MEI'AYIN from Nothingness, from out of that nothing, will my help... does my help arise.

It's almost to say that the very question is the answer. Or in the very call for help is the response. And again, this is the way the music and this chant plays with major and minor, with call and response, with seeking and with finding, with being on a journey and also being fully present with where we are.

So the English is an attempt to capture some of these ideas, but also to expand and extend the metaphor a little bit further. I lift my eyes to the mountains, this lifting ESA EINAI EL HEHARIM. HARIM is the word for mountains, of course, the familiar place of revelation, of majesty, of feeling the revelation of something larger than the individual self.

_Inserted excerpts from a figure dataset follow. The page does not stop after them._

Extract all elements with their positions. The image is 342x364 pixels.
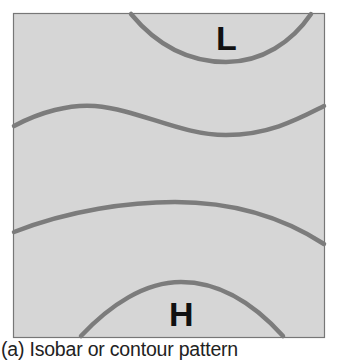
map-panel bbox=[14, 14, 325, 338]
high-pressure-label: H bbox=[169, 295, 194, 333]
figure-caption: (a) Isobar or contour pattern bbox=[1, 338, 238, 361]
contour-diagram: L H bbox=[0, 0, 342, 364]
low-pressure-label: L bbox=[216, 19, 237, 57]
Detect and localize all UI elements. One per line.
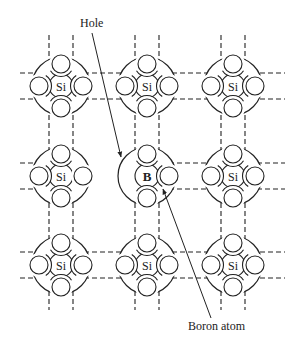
electron (224, 278, 242, 296)
electron (30, 77, 48, 95)
atom-label: Si (56, 170, 67, 184)
electron (138, 55, 156, 73)
electron (246, 77, 264, 95)
electron (160, 256, 178, 274)
electron (224, 145, 242, 163)
atom-label: Si (142, 259, 153, 273)
electron (52, 145, 70, 163)
electron (202, 167, 220, 185)
electron (224, 189, 242, 207)
electron (224, 99, 242, 117)
electron (74, 167, 92, 185)
electron (52, 278, 70, 296)
atom-label: Si (228, 170, 239, 184)
electron (224, 234, 242, 252)
electron (52, 55, 70, 73)
electron (138, 99, 156, 117)
electron (116, 256, 134, 274)
hole-label: Hole (80, 16, 103, 30)
electron (138, 234, 156, 252)
electron (116, 77, 134, 95)
electron (138, 278, 156, 296)
electron (52, 189, 70, 207)
silicon-atom: Si (27, 142, 95, 210)
atom-label: Si (56, 259, 67, 273)
electron (52, 99, 70, 117)
electron (202, 77, 220, 95)
electron (74, 77, 92, 95)
silicon-atom: Si (199, 231, 267, 299)
silicon-atom: Si (27, 231, 95, 299)
atom-label: Si (228, 259, 239, 273)
electron (224, 55, 242, 73)
electron (246, 167, 264, 185)
electron (160, 167, 178, 185)
silicon-atom: Si (27, 52, 95, 120)
electron (160, 77, 178, 95)
electron (202, 256, 220, 274)
electron (30, 256, 48, 274)
electron (138, 189, 156, 207)
atom-label: Si (56, 80, 67, 94)
silicon-atom: Si (113, 52, 181, 120)
electron (30, 167, 48, 185)
silicon-atom: Si (199, 52, 267, 120)
atom-label: B (143, 169, 152, 184)
atom-label: Si (142, 80, 153, 94)
boron-doped-silicon-lattice-diagram: SiSiSiSiBSiSiSiSi HoleBoron atom (0, 0, 298, 351)
electron (246, 256, 264, 274)
silicon-atom: Si (199, 142, 267, 210)
boron-atom: B (118, 142, 181, 210)
electron (138, 145, 156, 163)
atom-label: Si (228, 80, 239, 94)
atoms-group: SiSiSiSiBSiSiSiSi (27, 52, 267, 299)
electron (52, 234, 70, 252)
silicon-atom: Si (113, 231, 181, 299)
hole-pointer-arrow (92, 33, 121, 157)
boron-atom-label: Boron atom (188, 319, 246, 333)
electron (74, 256, 92, 274)
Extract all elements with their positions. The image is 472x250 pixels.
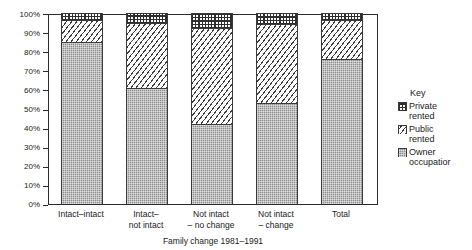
bar-segment-private-rented <box>191 13 233 28</box>
bar-segment-owner-occupation <box>61 42 103 204</box>
legend-item-private-rented: Private rented <box>398 101 472 121</box>
x-axis-title: Family change 1981–1991 <box>48 236 378 246</box>
y-tick-label: 60% <box>14 87 40 95</box>
y-tick-label: 50% <box>14 106 40 114</box>
legend-label: Public rented <box>409 124 435 144</box>
legend-title: Key <box>410 88 472 98</box>
bar-segment-private-rented <box>126 13 168 23</box>
bar-segment-owner-occupation <box>191 124 233 204</box>
bar-segment-public-rented <box>126 23 168 88</box>
y-tick-label: 0% <box>14 201 40 209</box>
private-rented-swatch-icon <box>398 102 407 111</box>
bar-segment-private-rented <box>256 13 298 24</box>
owner-occupation-swatch-icon <box>398 148 407 157</box>
bar-not-intact-no-change <box>191 13 233 204</box>
y-tick-label: 20% <box>14 163 40 171</box>
legend-item-owner-occupation: Owner occupatior <box>398 147 472 167</box>
bar-segment-public-rented <box>256 24 298 102</box>
bar-segment-private-rented <box>321 13 363 20</box>
legend-item-public-rented: Public rented <box>398 124 472 144</box>
legend-label: Owner occupatior <box>409 147 451 167</box>
y-tick-mark <box>43 205 48 206</box>
bar-segment-public-rented <box>321 20 363 59</box>
plot-area <box>48 14 378 205</box>
y-tick-label: 10% <box>14 182 40 190</box>
stacked-bar-chart: 100% 90% 80% 70% 60% 50% 40% 30% 20% 10%… <box>0 0 472 250</box>
bar-total <box>321 13 363 204</box>
bar-segment-owner-occupation <box>321 59 363 204</box>
y-tick-label: 30% <box>14 144 40 152</box>
x-tick-label-total: Total <box>298 209 384 220</box>
bar-segment-owner-occupation <box>126 88 168 205</box>
bar-intact-not-intact <box>126 13 168 204</box>
bar-intact-intact <box>61 13 103 204</box>
bar-segment-private-rented <box>61 13 103 20</box>
y-tick-label: 100% <box>14 11 40 19</box>
bar-not-intact-change <box>256 13 298 204</box>
bar-segment-public-rented <box>61 20 103 42</box>
bar-segment-public-rented <box>191 28 233 124</box>
y-tick-label: 90% <box>14 30 40 38</box>
bar-segment-owner-occupation <box>256 103 298 204</box>
y-tick-label: 80% <box>14 49 40 57</box>
legend-label: Private rented <box>409 101 437 121</box>
legend: Key Private rented Public rented Owner o… <box>398 88 472 170</box>
y-tick-label: 70% <box>14 68 40 76</box>
public-rented-swatch-icon <box>398 125 407 134</box>
y-tick-label: 40% <box>14 125 40 133</box>
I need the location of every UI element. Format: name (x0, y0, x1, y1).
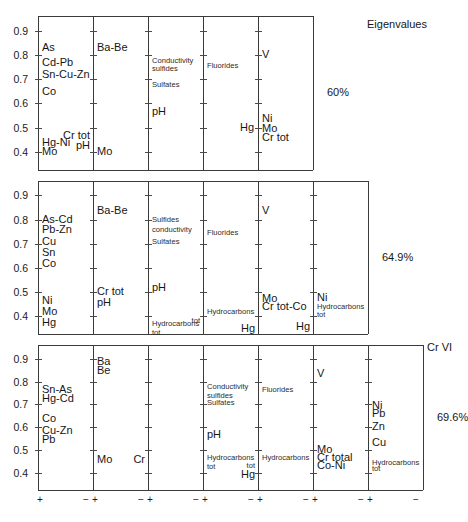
y-tick-r1-p4-0.5 (200, 128, 207, 129)
variable-label-r3-p1-2: Hg-Cd (42, 393, 74, 405)
variable-label-r1-p3-2: Sulfates (152, 81, 179, 90)
variable-label-r2-p6-4: Hg (262, 321, 310, 333)
variable-label-r2-p4-1: Fluorides (207, 229, 238, 238)
y-tick-r3-p1-0.8 (35, 382, 42, 383)
chart-canvas: 0.90.80.70.60.50.4AsCd-PbSn-Cu-ZnCoHg-Ni… (0, 0, 468, 522)
variable-label-r1-p2-4: Mo (97, 146, 112, 158)
plot-border-top-row-1 (38, 16, 313, 17)
x-axis-plus-6: + (310, 495, 320, 505)
y-axis-label-r2-0.6: 0.6 (2, 263, 28, 274)
y-axis-label-r1-0.6: 0.6 (2, 98, 28, 109)
eigenvalue-row-1: 60% (327, 87, 349, 98)
variable-label-r2-p5-3: Cr tot-Co (262, 301, 307, 313)
x-axis-minus-4: − (246, 495, 256, 505)
y-axis-label-r3-0.5: 0.5 (2, 445, 28, 456)
y-tick-r2-p3-0.4 (145, 316, 152, 317)
x-axis-plus-4: + (200, 495, 210, 505)
y-tick-r1-p3-0.8 (145, 55, 152, 56)
y-tick-r3-p2-0.4 (90, 473, 97, 474)
y-tick-r1-p3-0.6 (145, 103, 152, 104)
panel-divider-r1-3 (203, 16, 204, 170)
y-tick-r3-p7-0.7 (365, 404, 372, 405)
y-tick-r2-p6-0.8 (310, 220, 317, 221)
y-tick-r1-p3-0.7 (145, 79, 152, 80)
y-tick-r3-p6-0.5 (310, 450, 317, 451)
variable-label-r1-p1-4: Co (42, 86, 56, 98)
y-tick-r2-p3-0.8 (145, 220, 152, 221)
y-tick-r2-p4-0.9 (200, 195, 207, 196)
eigenvalue-row-3: 69.6% (437, 412, 468, 423)
y-tick-r1-p4-0.9 (200, 31, 207, 32)
y-tick-r1-p1-0.6 (35, 103, 42, 104)
variable-label-r3-p6-4: Co-Ni (317, 460, 345, 472)
y-tick-r1-p3-0.4 (145, 152, 152, 153)
y-axis-label-r1-0.5: 0.5 (2, 123, 28, 134)
y-tick-r1-p2-0.4 (90, 152, 97, 153)
x-axis-minus-6: − (356, 495, 366, 505)
variable-label-r3-p7-6: tot (372, 465, 380, 474)
panel-divider-r3-6 (368, 345, 369, 490)
panel-divider-r1-2 (148, 16, 149, 170)
y-tick-r1-p4-0.7 (200, 79, 207, 80)
y-tick-r3-p6-0.6 (310, 427, 317, 428)
plot-border-bottom-row-3 (38, 490, 423, 491)
y-tick-r1-p2-0.5 (90, 128, 97, 129)
panel-divider-r1-0 (38, 16, 39, 170)
variable-label-r2-p4-3: tot (152, 317, 200, 326)
y-tick-r2-p3-0.6 (145, 268, 152, 269)
panel-divider-r2-3 (203, 181, 204, 334)
x-axis-plus-1: + (35, 495, 45, 505)
variable-label-r3-p6-1: V (317, 368, 324, 380)
variable-label-r1-p4-1: Fluorides (207, 62, 238, 71)
y-axis-label-r1-0.9: 0.9 (2, 26, 28, 37)
y-tick-r1-p5-0.7 (255, 79, 262, 80)
y-tick-r2-p6-0.4 (310, 316, 317, 317)
variable-label-r1-p1-1: As (42, 42, 55, 54)
y-tick-r1-p5-0.5 (255, 128, 262, 129)
y-tick-r3-p4-0.7 (200, 404, 207, 405)
panel-divider-r3-1 (93, 345, 94, 490)
y-tick-r3-p7-0.4 (365, 473, 372, 474)
y-tick-r2-p1-0.7 (35, 244, 42, 245)
variable-label-r3-p4-2: Sulfates (207, 399, 234, 408)
y-tick-r1-p1-0.9 (35, 31, 42, 32)
y-tick-r1-p4-0.6 (200, 103, 207, 104)
variable-label-r3-p5-1: Fluorides (262, 386, 293, 395)
y-axis-label-r1-0.7: 0.7 (2, 74, 28, 85)
y-tick-r1-p2-0.6 (90, 103, 97, 104)
variable-label-r2-p3-4: pH (152, 282, 166, 294)
y-tick-r2-p4-0.4 (200, 316, 207, 317)
y-tick-r2-p4-0.7 (200, 244, 207, 245)
y-tick-r2-p1-0.5 (35, 292, 42, 293)
y-axis-label-r2-0.8: 0.8 (2, 215, 28, 226)
y-tick-r1-p5-0.9 (255, 31, 262, 32)
panel-divider-r1-5 (313, 16, 314, 170)
y-tick-r1-p2-0.8 (90, 55, 97, 56)
variable-label-r3-p8-1: Cr VI (427, 342, 452, 354)
y-tick-r3-p6-0.9 (310, 359, 317, 360)
variable-label-r1-p2-1: Ba-Be (97, 42, 128, 54)
x-axis-minus-5: − (301, 495, 311, 505)
y-tick-r1-p3-0.9 (145, 31, 152, 32)
variable-label-r3-p7-4: Cu (372, 437, 386, 449)
y-tick-r1-p5-0.6 (255, 103, 262, 104)
y-tick-r3-p2-0.5 (90, 450, 97, 451)
y-tick-r3-p4-0.4 (200, 473, 207, 474)
x-axis-minus-2: − (136, 495, 146, 505)
y-tick-r2-p6-0.9 (310, 195, 317, 196)
y-tick-r3-p2-0.7 (90, 404, 97, 405)
y-tick-r3-p2-0.8 (90, 382, 97, 383)
variable-label-r2-p1-5: Co (42, 258, 56, 270)
y-tick-r3-p7-0.6 (365, 427, 372, 428)
variable-label-r1-p5-5: Cr tot (262, 132, 289, 144)
y-tick-r2-p2-0.6 (90, 268, 97, 269)
y-axis-label-r3-0.7: 0.7 (2, 399, 28, 410)
x-axis-plus-3: + (145, 495, 155, 505)
y-tick-r2-p3-0.9 (145, 195, 152, 196)
y-tick-r2-p1-0.8 (35, 220, 42, 221)
x-axis-plus-2: + (90, 495, 100, 505)
y-tick-r3-p5-0.8 (255, 382, 262, 383)
y-tick-r2-p2-0.8 (90, 220, 97, 221)
y-axis-label-r3-0.4: 0.4 (2, 468, 28, 479)
y-tick-r3-p3-0.6 (145, 427, 152, 428)
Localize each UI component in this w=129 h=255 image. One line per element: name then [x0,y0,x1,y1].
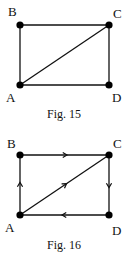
node-D [105,211,112,218]
node-label-A: A [5,220,15,235]
node-label-A: A [6,90,16,105]
node-B [16,21,23,28]
edge-AC [20,155,109,215]
graph-figures: BCADFig. 15BCADFig. 16 [0,0,129,255]
node-label-C: C [113,6,122,21]
node-B [16,151,23,158]
figure-15: BCADFig. 15 [6,4,122,121]
node-label-B: B [8,4,17,19]
node-A [16,211,23,218]
node-C [105,21,112,28]
node-label-C: C [113,136,122,151]
node-label-D: D [112,90,121,105]
node-D [105,81,112,88]
figure-caption: Fig. 16 [47,238,81,252]
node-C [105,151,112,158]
figure-16: BCADFig. 16 [5,136,122,252]
edge-AC [20,25,109,85]
figure-caption: Fig. 15 [47,107,81,121]
node-label-B: B [7,136,16,151]
node-A [16,81,23,88]
node-label-D: D [112,223,121,238]
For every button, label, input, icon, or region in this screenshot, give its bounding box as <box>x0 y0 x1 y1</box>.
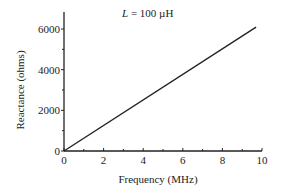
x-tick-label: 4 <box>140 154 146 166</box>
x-tick-label: 0 <box>61 154 67 166</box>
chart-title: L = 100 µH <box>121 7 173 19</box>
y-tick-label: 2000 <box>38 104 61 116</box>
y-tick-label: 6000 <box>38 23 61 35</box>
y-tick-label: 0 <box>55 145 61 157</box>
x-tick-label: 8 <box>220 154 226 166</box>
y-tick-label: 4000 <box>38 64 61 76</box>
chart: 02000400060000246810 L = 100 µH Frequenc… <box>0 0 283 196</box>
x-tick-label: 2 <box>101 154 107 166</box>
plot-area: 02000400060000246810 <box>38 12 268 166</box>
data-line <box>64 27 256 151</box>
x-axis-label: Frequency (MHz) <box>118 173 197 186</box>
y-axis-label: Reactance (ohms) <box>14 50 27 129</box>
x-tick-label: 10 <box>257 154 269 166</box>
x-tick-label: 6 <box>180 154 186 166</box>
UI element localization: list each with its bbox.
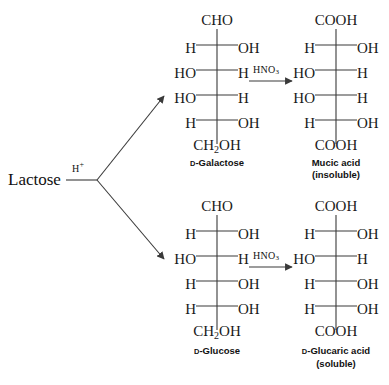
glucose-row-4-right: OH <box>238 300 260 318</box>
caption-glucose: D-Glucose <box>194 345 240 358</box>
caption-glucaric-acid-prefix: D <box>302 347 307 356</box>
caption-mucic-acid-note: (insoluble) <box>312 169 361 181</box>
caption-glucose-prefix: D <box>194 347 199 356</box>
reactant-label-lactose: Lactose <box>8 170 61 190</box>
glucaric-row-4: H OH <box>286 297 386 322</box>
galactose-terminal-bottom: CH2OH <box>193 136 241 159</box>
glucaric-terminal-bottom: COOH <box>315 322 358 340</box>
galactose-row-1-left: H <box>185 39 196 57</box>
glucose-terminal-bottom-head: CH <box>193 323 214 339</box>
mucic-row-top: COOH <box>286 11 386 36</box>
galactose-row-2-right: H <box>238 64 249 82</box>
glucaric-row-1-left: H <box>304 225 315 243</box>
structure-glucaric-acid: COOH H OH HO H H OH H OH COOH <box>286 197 386 347</box>
caption-glucaric-acid-note: (soluble) <box>302 358 370 370</box>
glucose-row-bottom: CH2OH <box>167 322 267 347</box>
glucose-terminal-bottom: CH2OH <box>193 322 241 345</box>
glucaric-row-2-left: HO <box>293 250 315 268</box>
structure-galactose: CHO H OH HO H HO H H OH CH2OH <box>167 11 267 161</box>
galactose-terminal-bottom-tail: OH <box>219 137 241 153</box>
glucaric-row-4-right: OH <box>357 300 379 318</box>
galactose-row-4-left: H <box>185 114 196 132</box>
galactose-row-2-left: HO <box>174 64 196 82</box>
glucaric-row-4-left: H <box>304 300 315 318</box>
glucose-row-3-left: H <box>185 275 196 293</box>
glucaric-row-3: H OH <box>286 272 386 297</box>
caption-galactose: D-Galactose <box>190 157 244 170</box>
branch-arrow-upper <box>97 96 164 180</box>
galactose-row-1-right: OH <box>238 39 260 57</box>
galactose-terminal-top: CHO <box>201 11 233 29</box>
caption-glucose-text: -Glucose <box>199 345 240 356</box>
glucose-row-2: HO H <box>167 247 267 272</box>
catalyst-charge: + <box>80 160 85 169</box>
catalyst-label-proton: H+ <box>72 160 84 174</box>
glucose-row-1: H OH <box>167 222 267 247</box>
glucose-terminal-bottom-tail: OH <box>219 323 241 339</box>
mucic-row-4: H OH <box>286 111 386 136</box>
mucic-row-1-left: H <box>304 39 315 57</box>
glucose-row-top: CHO <box>167 197 267 222</box>
galactose-row-3-left: HO <box>174 89 196 107</box>
glucose-row-2-left: HO <box>174 250 196 268</box>
caption-galactose-text: -Galactose <box>195 157 244 168</box>
mucic-row-3-left: HO <box>293 89 315 107</box>
mucic-row-1-right: OH <box>357 39 379 57</box>
caption-mucic-acid: Mucic acid (insoluble) <box>312 157 361 181</box>
caption-galactose-prefix: D <box>190 159 195 168</box>
glucaric-row-1-right: OH <box>357 225 379 243</box>
glucose-row-1-left: H <box>185 225 196 243</box>
catalyst-symbol: H <box>72 163 80 174</box>
mucic-row-4-right: OH <box>357 114 379 132</box>
glucaric-row-top: COOH <box>286 197 386 222</box>
reagent-subscript-bottom: 3 <box>276 254 280 262</box>
mucic-terminal-bottom: COOH <box>315 136 358 154</box>
glucaric-row-3-right: OH <box>357 275 379 293</box>
mucic-row-3-right: H <box>357 89 368 107</box>
glucose-row-3: H OH <box>167 272 267 297</box>
galactose-row-top: CHO <box>167 11 267 36</box>
galactose-row-1: H OH <box>167 36 267 61</box>
galactose-row-4-right: OH <box>238 114 260 132</box>
mucic-terminal-top: COOH <box>315 11 358 29</box>
mucic-row-2-left: HO <box>293 64 315 82</box>
glucaric-row-bottom: COOH <box>286 322 386 347</box>
galactose-row-4: H OH <box>167 111 267 136</box>
caption-glucaric-acid-text: -Glucaric acid <box>307 345 370 356</box>
mucic-row-2-right: H <box>357 64 368 82</box>
glucaric-row-3-left: H <box>304 275 315 293</box>
glucaric-row-2: HO H <box>286 247 386 272</box>
glucose-terminal-top: CHO <box>201 197 233 215</box>
galactose-row-3: HO H <box>167 86 267 111</box>
galactose-row-3-right: H <box>238 89 249 107</box>
glucose-row-2-right: H <box>238 250 249 268</box>
reagent-subscript-top: 3 <box>276 68 280 76</box>
caption-mucic-acid-text: Mucic acid <box>312 157 361 168</box>
galactose-row-2: HO H <box>167 61 267 86</box>
mucic-row-3: HO H <box>286 86 386 111</box>
glucaric-row-2-right: H <box>357 250 368 268</box>
mucic-row-2: HO H <box>286 61 386 86</box>
reaction-scheme: Lactose H+ HNO3 HNO3 CHO H OH HO H HO H … <box>0 0 389 385</box>
glucose-row-3-right: OH <box>238 275 260 293</box>
structure-mucic-acid: COOH H OH HO H HO H H OH COOH <box>286 11 386 161</box>
branch-arrow-lower <box>97 180 164 259</box>
glucose-row-4: H OH <box>167 297 267 322</box>
glucaric-terminal-top: COOH <box>315 197 358 215</box>
mucic-row-4-left: H <box>304 114 315 132</box>
caption-glucaric-acid: D-Glucaric acid (soluble) <box>302 345 370 370</box>
galactose-terminal-bottom-head: CH <box>193 137 214 153</box>
glucose-row-1-right: OH <box>238 225 260 243</box>
mucic-row-1: H OH <box>286 36 386 61</box>
glucose-row-4-left: H <box>185 300 196 318</box>
structure-glucose: CHO H OH HO H H OH H OH CH2OH <box>167 197 267 347</box>
glucaric-row-1: H OH <box>286 222 386 247</box>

HARIM. HEHARIM also sounded to my ear like HARAH, pregnancy. Like to being full of this potential. That we're in some way born of the earth or born of the marriage of heavens and earth, where the mountains pierce the heavens, or where the heavens receive the earth, receive the peaks

HEHARIM, pregnancy. " I carry the weight of the world being born", this notion of the earth and sky, our yearning and the response, being as though there's a cosmic birth process.

"I carry the weight of the world being born" actually gives name to this entire album, this collection of songs, which are a collection of Rosh Hashanah, of the birthday of the world songs. Rosh Hashanah celebrates many things, including HAYOM HARAT OLAM, "the birth of the earth", the world being born, in the process, in the same way that this Psalm speaks of the OSEH SHAMAYIM, "the one who is making heavens and earth" and how we participate in that process, being borne, being carried, born with an E at the end, as though we're carrying this birth process of the world within ourselves.

"Help me, help me to see..." Here we return to the prayerfulness, but in the major mode "help me to see the light of your presence in every form." Sometimes we have this sense, this dualistic sense, that the physical world in some way, conceals, or is Maya, is illusory. And yet this prayer comes from the place of desiring to see the divine presence and eminence together in the physical world, "help me to see the light of your presence in every form." Even as I stare at this camera lens, or you look at this screen, there's something divine here, the divine spark of awareness, that unnameable HASHEM, that AYIN, which the Buddhists called Emptiness, which is an emptiness that is really full.

"Help me, help me to hear the voice of your guidance through every storm." So there is the paradigm of hearing the revelation, of seeing the sounds. There's a BAT KOL, "a voice from heaven," that is subtle and sometimes audible, even in the depths of the storm, even when we're being tossed and we don't know which way is up, we can still experience an aspect of divinity in that darkness, in that concealment, in that storm. The light and guidance that comes, even if we don't know which way is up, that total disorientation, a yearning to return to HASHEM, returning to that unnameable name or turning to that. And once we have fallen down to get up again, ESA EINAI, right?

YERIDAH LETZORECH ALIYAH, "descent for the sake of ascent." The shattering for the sake of wholeness. It's one song on the many-step path up and down the steps to the temple.

May this song be one that helps you participate in the world being born. That in our greatest and most expansive heights of heaven, we still remember and keep our feet on earth and walk our talk. And sometimes when we feel stuck or entrenched in the regular, repetitive, mundane world to know that everything in it has a spark of this divine awareness, whether in our food, in our parenting, in our lying down and our rising up that this up and down, this call-and-response, this major-minor mode, is an opportunity to sing and be sung as part of the lullaby of all life.

shir feit

About

Shir Yaakov is Kol Hai's founder and spiritual director.